Exploring the uncanny valley of the future a troubling trip
Interference
City Park, Glasgow
IN THIS second decade of the 21st century, the edges of our humanity are beginning to blur. Scientists call it the Uncanny Valley, the unsettling area where the human and the artificial become hard to distinguish; and the whole purpose of the National Theatre of Scotland’s new trilogy, commissioned and directed by Cora Bissett, and presented on two stages in a wide open office floor at City Park, is to lead us into that valley, and to invite us to explore some of its most troubling places.
So in Morna Pearson’s Darklands, we find Brie and Logan occupying neighbouring glass pods in a mid-21st-century “smart city” owned by a giant corporation, which supervises their every move through the voice of a Big Sister figure called Moira. Brie and Logan, a briskly modern-doric young couple, want to have a baby; but when Brie fails to get pregnant, the corporation offers a different solution.
The point of the play – beautifully performed by Nicholas Ralph and Shyvonne Ahmmad, with Maureen Beattie as Moira – is not so much the detail of their journey to parenthood, as their absolute lack of control over every aspect of their lives; and the same sense of helplessness pervades Hannah Khalil’s fine play Metaverse, in which a woman scientist is recruited by the powerful company in charge of a post-climate-collapse world to work on a project that will make virtual reality as tactile, and as present to all our five senses, as the real thing.
Perhaps the most powerful and economically written play of the three, Khallil’s 40-minute drama features outstanding performances from Maureen Beattie as the
scientist and Shyvonne Ahmmad as her distant daughter; and leaves us with a feeling of near-despair at the prospect of a world in which every kind of human experience can be destroyed, then artificially recreated at a price, as the only available substitute for what was once our birthright.
The trilogy ends with Vlad Butucea’s impressive debut Glowstick, about the evolving relationship between a woman with severe disability who just wants to die, and Ida, the android sent to look after her. Amid some brilliantly vivid and dream-like language – and with Maureen Beattie and Moyo Akande both in exquisite form – the play emerges as a richly memorable piece of theatre, lifted, like the entire trilogy, by powerful scenic, lighting and video work from Jen Mcginley, Simon Wilkinson and Gail Sneddon. And if Interference is not a cheering evening of theatre, it’s both intensely thoughtprovoking about the possible futures we face, and exhilarating in reminding us of the huge imaginative energy that perhaps represents humanity’s best hope of finding a way through to better times.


### Your assignment
Among the lines of the listing below, retype exactly those from the one containing "Reveal clothing bounding box." through the one containing "What region is *human face* in?", both included. Do not include pictures.

### Entries shown
*****

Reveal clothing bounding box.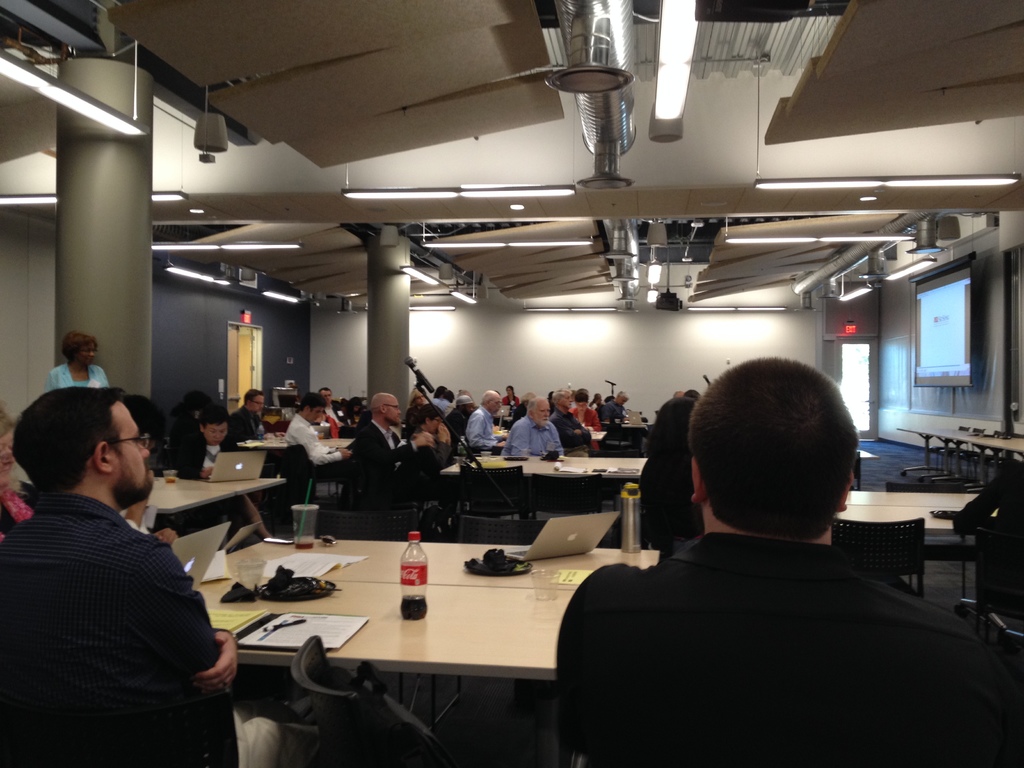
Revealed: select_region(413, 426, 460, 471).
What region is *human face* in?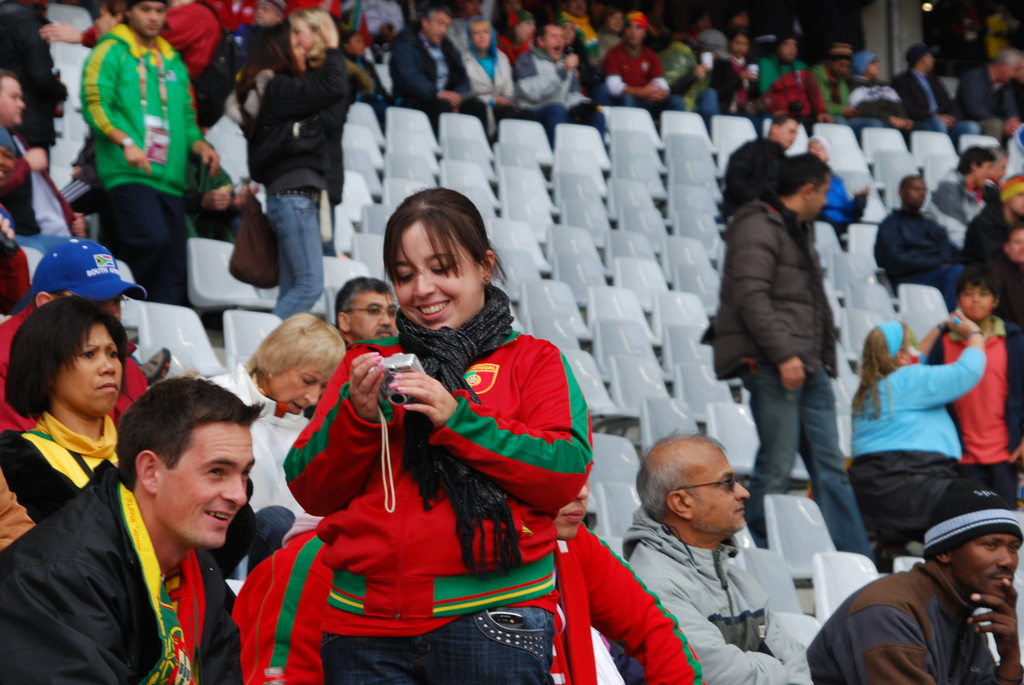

*****

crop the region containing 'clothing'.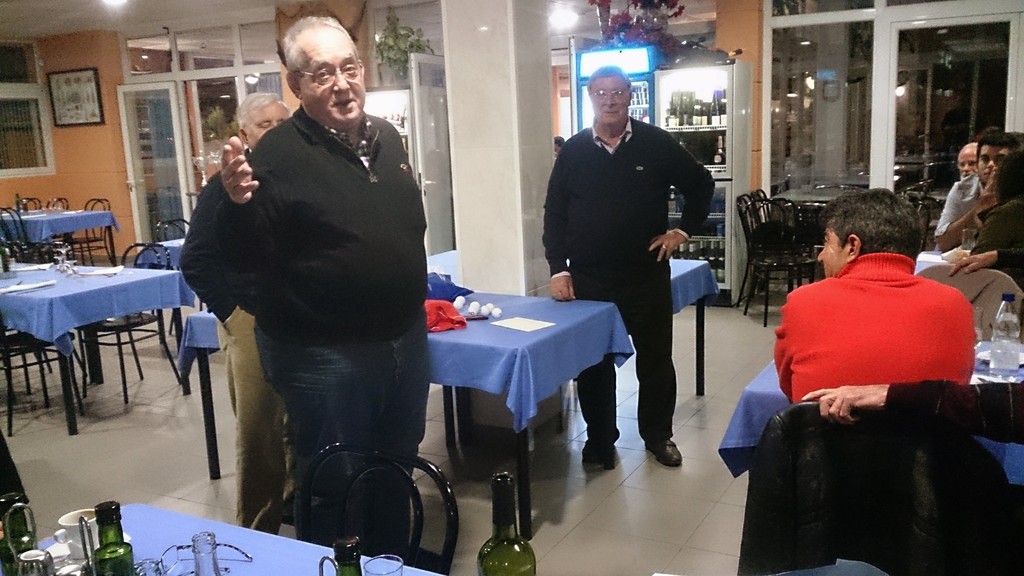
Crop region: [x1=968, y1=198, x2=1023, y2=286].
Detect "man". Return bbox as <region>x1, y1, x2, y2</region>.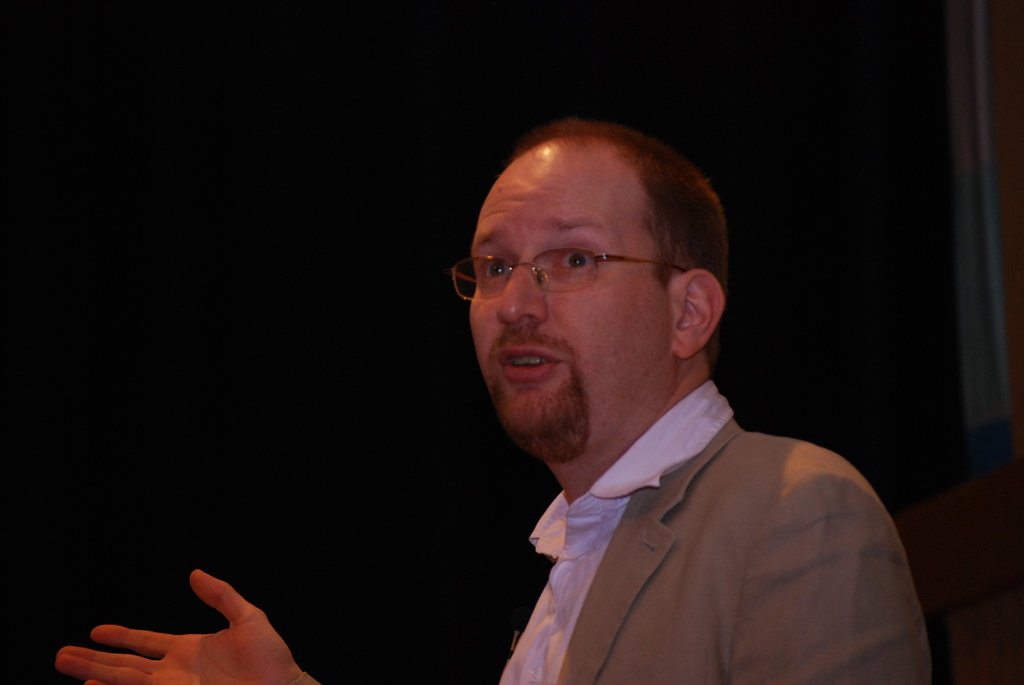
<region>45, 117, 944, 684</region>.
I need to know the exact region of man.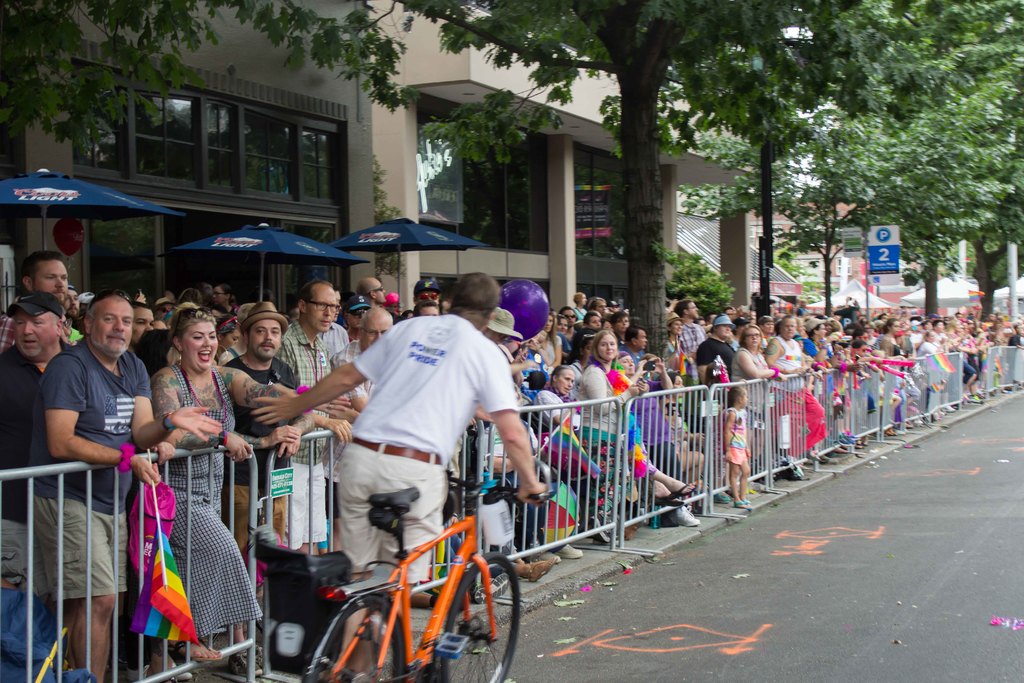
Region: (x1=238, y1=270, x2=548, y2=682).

*****

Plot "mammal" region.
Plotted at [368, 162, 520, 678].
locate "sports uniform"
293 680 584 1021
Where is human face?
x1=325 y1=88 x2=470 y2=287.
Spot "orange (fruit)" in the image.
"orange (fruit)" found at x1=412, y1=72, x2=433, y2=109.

*****

### Completed exercise
Reveal clothing bounding box.
Revealed: select_region(413, 426, 460, 471).
What region is *human face* in?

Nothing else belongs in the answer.